Canadian tax revolt falls short of IFRS rebellion
Columnist Al Rosen believes Canadians are missing a bigger threat to their savings than taxes
TORONTO, Nov. 29, 2017 – This year’s tax changes revolt forced the federal government into withdrawing some of its proposals and amending other intended legislation. Immediate cash losses to taxpayers were readily perceived and evoked a strong objection that caused the federal Finance Department to back down.
Contrast the tax revolt to how Canadians have failed to grasp a far more costly long-term, yet government-supported cash grab. Each week, your pension and retirement dreams are quietly being eroded by schemes that steal from your future standard of living. Yet these significant cash thefts from your future lifestyle receive barely a yawn from citizens and lawmakers. Why?
Many companies that have adopted International Financial Reporting Standards (IFRS) should be watched carefully for indications that they have grossly enhanced income/profit and cash flow from recurring business operations.

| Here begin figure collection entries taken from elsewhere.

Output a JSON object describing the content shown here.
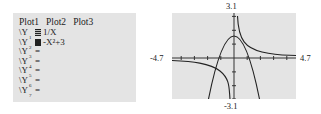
{
  "y_editor": {
    "plots": [
      "Plot1",
      "Plot2",
      "Plot3"
    ],
    "equations": [
      {
        "name": "\\Y",
        "index": "1",
        "selected": true,
        "style": "striped",
        "expr": "1/X"
      },
      {
        "name": "\\Y",
        "index": "2",
        "selected": true,
        "style": "solid",
        "expr": "-X²+3"
      },
      {
        "name": "\\Y",
        "index": "3",
        "selected": false,
        "expr": "="
      },
      {
        "name": "\\Y",
        "index": "4",
        "selected": false,
        "expr": "="
      },
      {
        "name": "\\Y",
        "index": "5",
        "selected": false,
        "expr": "="
      },
      {
        "name": "\\Y",
        "index": "6",
        "selected": false,
        "expr": "="
      },
      {
        "name": "\\Y",
        "index": "7",
        "selected": false,
        "expr": "="
      }
    ]
  },
  "graph": {
    "ymax_label": "3.1",
    "ymin_label": "-3.1",
    "xmin_label": "-4.7",
    "xmax_label": "4.7",
    "window": {
      "xmin": -4.7,
      "xmax": 4.7,
      "ymin": -3.1,
      "ymax": 3.1,
      "xscl": 1,
      "yscl": 1
    },
    "functions": [
      "1/X",
      "-X^2+3"
    ],
    "background": "#e4e4e4",
    "curve_color": "#222222"
  }
}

IFRS is simply too loose and conceptually ill-founded for users such as investors and creditors, who desire periodic tabulations of actual, not pretended, operating cash flows. Stock prices under IFRS are being distorted.
IFRS is simply out-of-phase with how business functions. It is based upon reporting extensive non-cash management-based “valuations,” which hide the determination of actual cash-based profits. Like bond pricing, the timing of receipt of cash, such as interest, is vital in business asset valuation. Yet IFRS can be described as an extreme of accrual accounting, where cash receipt could be months or even years later than when it has been reported as an income figure.

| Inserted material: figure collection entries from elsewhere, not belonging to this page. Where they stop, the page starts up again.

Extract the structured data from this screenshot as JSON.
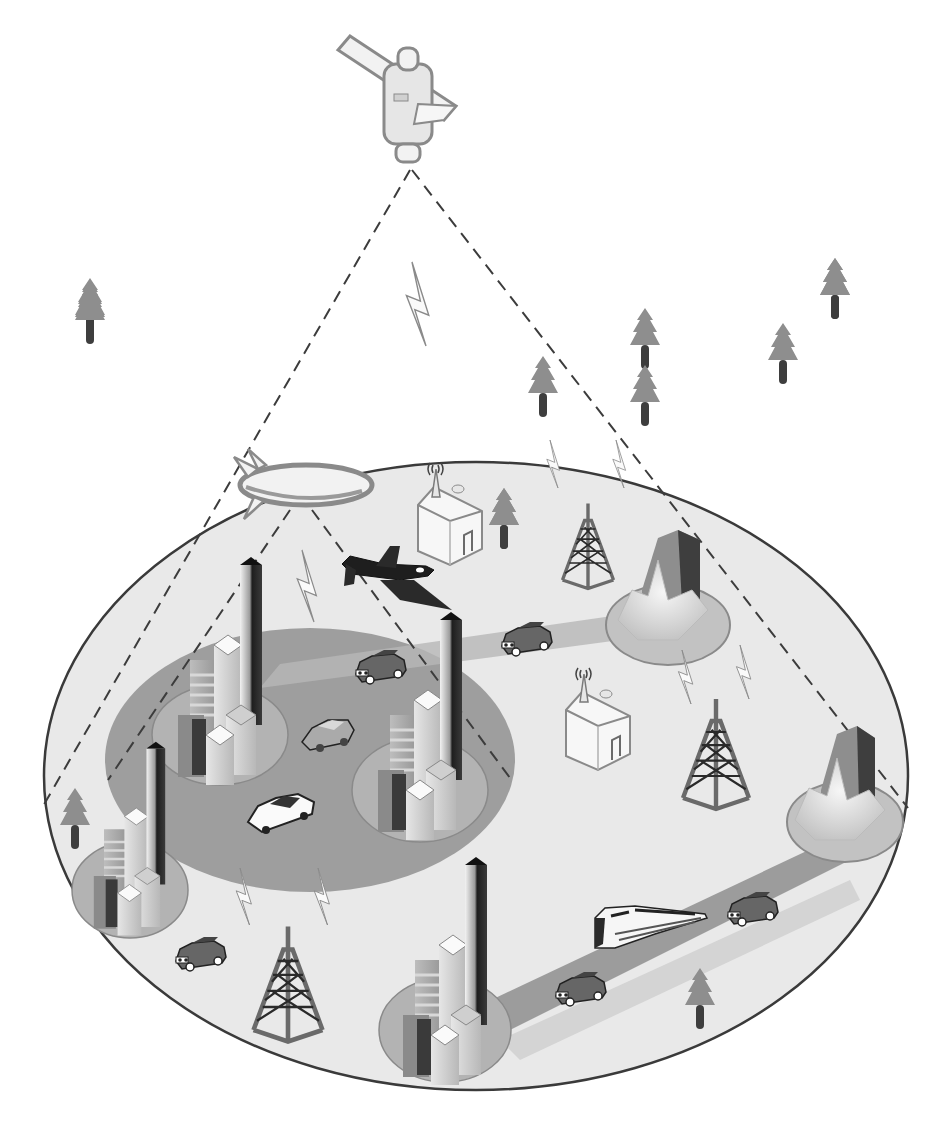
{
  "diagram": {
    "colors": {
      "background": "#ffffff",
      "ground": "#e9e9e9",
      "ground_outline": "#3a3a3a",
      "urban_zone": "#9a9a9a",
      "city_pad": "#b5b5b5",
      "road": "#a8a8a8",
      "dash": "#3c3c3c",
      "tree_crown": "#8e8e8e",
      "tree_trunk": "#3e3e3e",
      "tower": "#5a5a5a",
      "dark": "#222222",
      "light": "#f7f7f7"
    },
    "nodes": [
      {
        "id": "satellite",
        "label": "Satellite"
      },
      {
        "id": "blimp",
        "label": "High-altitude platform (airship)"
      },
      {
        "id": "aircraft",
        "label": "Aircraft"
      },
      {
        "id": "house-north",
        "label": "House with antenna"
      },
      {
        "id": "house-center",
        "label": "House with antenna"
      },
      {
        "id": "tower-north",
        "label": "Cell tower"
      },
      {
        "id": "tower-east",
        "label": "Cell tower"
      },
      {
        "id": "tower-south",
        "label": "Cell tower"
      },
      {
        "id": "city-northwest",
        "label": "City cluster"
      },
      {
        "id": "city-center",
        "label": "City cluster"
      },
      {
        "id": "city-west",
        "label": "City cluster"
      },
      {
        "id": "city-south",
        "label": "City cluster"
      },
      {
        "id": "town-northeast",
        "label": "Town"
      },
      {
        "id": "town-east",
        "label": "Town"
      },
      {
        "id": "train",
        "label": "High-speed train"
      },
      {
        "id": "cars",
        "label": "Vehicles",
        "count": 7
      },
      {
        "id": "trees",
        "label": "Trees",
        "count": 11
      }
    ],
    "links": [
      {
        "from": "satellite",
        "to": "ground-edge-left",
        "style": "dashed"
      },
      {
        "from": "satellite",
        "to": "ground-edge-right",
        "style": "dashed"
      },
      {
        "from": "blimp",
        "to": "urban-zone-left",
        "style": "dashed"
      },
      {
        "from": "blimp",
        "to": "urban-zone-right",
        "style": "dashed"
      }
    ]
  }
}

In my opinion, too many analysts and investors have been conned by non-cash transactions being labelled or treated as cash-based. For example, a collection of accrued receivables (offset by recorded revenue) that are ultimately rarely being collected cannot be repeatedly reported as a current cash receipt for investment purposes. The very fact that a long-term receivable category exists in a company’s balance sheet calls for attention so as to verify its legitimacy, especially for finance companies. Unrecognized bad debt losses cannot continue to be reported as being legitimate assets, year after year.
Waiting for IFRS to correct itself is futile. Too much greed enters the picture. The concept of value or worth represented by cash receipts such as dividends, suitably discounted to the present time, has been well founded for centuries in business. IFRS ignores such basic business concepts and practices.
To illustrate, it is vital to understand how IFRS’ “cash flow from operations” can be and is being manipulated. Stock prices are often heavily based on “cash flow from operations.” The main categories of trickery, designed to inflate “cash flow,” are:
- Manipulators often construct their calculation of “cash flow from operations” using faked income statements that are loaded with non-cash upward “value” adjustments, premature revenue recognition and capitalized-to-the-balance-sheet expenses. In short, trickery can be falsely carried over from an exaggerated Income statement to the Cash Flow statement.
- The Cash Flow statement, having its three main categories (operations, financing, and investing transaction), is wide open to movements out of one category into another. As a consequence, relocated investing transactions such as sales of long-term assets can inappropriately bloat upwards cash flow from “operations,” and certain expenses such as interest can be labelled as “financing” when they belong as reductions of “cash from operations.”
- Balance Sheet games. Current asset and liability increases or decreases at a period-end can be manipulated easily. A delayed payment of trade payables, for instance, has the effect of falsely increasing “cash from operations.” Our recent book, Easy Prey Investors elaborates on more and similar such trickery. Many of these cover-ups are frequently utilized within IFRS.
- Miscellaneous and also currently popular. What would often be regarded as a cash expense can often be turned into a non-cash item by treating the cash outlay as an “investment.” The “investment” could be called a “non-current” item and quickly be amortized over three years or so. Amortization is non-cash and thereby falsely increases “cash from operations” by the expense not having been called such. Rental operations (such as for telcos) thus can include cash rental revenue within income but have little or no cash cost of sales within “cash from operations.”
Strangely, proponents of IFRS claim that notes to financial statements cure much of the above. Not so. For instance, it is the dollars of calculated or quantified taxable income that attract the dollars of taxation expenses. Not notes. Tax authorities cannot accept as payment 40 per cent or so of a disclosure note. Shareholders seek dividends in cash; not some non-negotiable sentence or two from a note.
This year’s taxpayer revolt forced the federal government to back down from its tax plans. Yet we ignore substantial evidence that IFRS was an unsuitable choice for Canada, and the risks it poses to Canadians, such as compounding investor losses.
Dr. Al Rosen, FCA, FCMA, FCPA, CFE, CIP and Mark Rosen, MBA, CFA, CFE, provide independent, forensic accounting investment research. They are the co-authors of Easy Prey Investors: Why Broken Safety Nets Threaten Your Wealth. Learn more at Accountability Research Corporation and Rosen & Associates Limited.
The views and opinions expressed by contributing writers to Canadian Accountant are their own. Canadian Accountant and its parent company bear no responsibility for the accuracy and opinions of contributing writers.